The unfortunate upshot of Moffat's licence is that The Girl in the Fireplace highlights how annoying and ridiculous the Doctor/Rose love affair is. Taste is subjective, of course, and I can understand that Rose might be a laugh to hang out with, but I just can't see her as the Doctor's ideal woman: Reinette, River, Romana, heck, even Cameca, or Nerys Hughes from Kinda, all seem like a much better match. Ah well, we'll get to Doomsday eventually.

Is there something repetitive about Moffat's scripts? Well, yes. The ticking trick in Reinette's room is the same trick we had twice in The Doctor Dances (the tape and the typewriter), and we'll get it again in Silence in the Library ("Then why are there five people in this room?") - but it's such a good trick: showing the audience everything and then making them realise they have misunderstood what they've been looking at. And, yes, the Doctor/Reinette relationship echoes those with Amy and River Song, but so what - you might as well complain that Terry Nation was obsessed with plagues, or authoritarianism.

But there are some dodgy moments. I'm not sure we'll see the Doctor creeping around young girl's bedrooms whilst they sleep ever again. And I hope we never get a repeat of the shocking scene where the Doctor returns drunk from a party. I don't mind him being drunk. I mind him pretending to be drunk for no good reason and then announcing he has suddenly got some magic juice to pour over the robot to stop it killing everybody. It feels like sleight of hand.

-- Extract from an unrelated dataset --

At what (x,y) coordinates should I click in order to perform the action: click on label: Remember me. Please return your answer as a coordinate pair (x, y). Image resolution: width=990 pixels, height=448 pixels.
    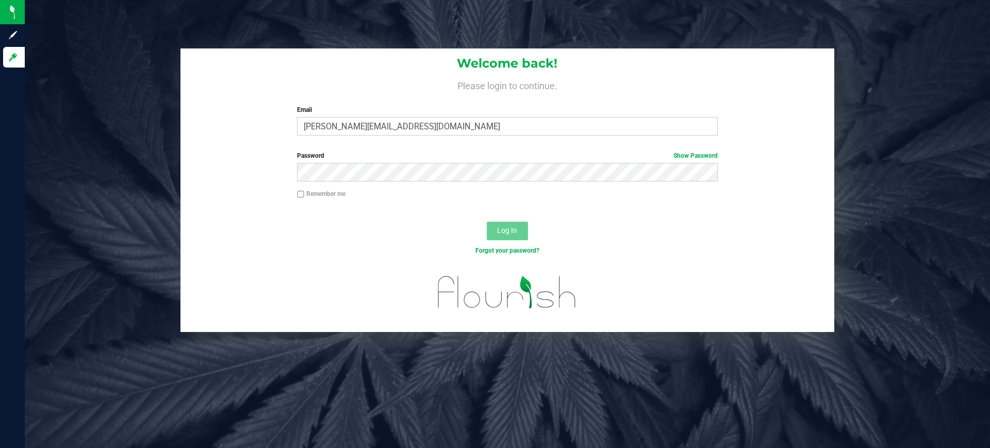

Still, overall, very good indeed. William felt able to give it a 10 and Chris managed a 9. Will felt sorry for Reinette ("If I was her, only seeing the Doctor occasionally, I would be very sad." I'll explain to him about 1989 to 2005). Chris said, "That was a great story. It had complicated ideas but they were told in a simple way." And then, the perspicacious so-and-so that he is, he added, "It was a bit weird that Rose didn't mind wasn't it?"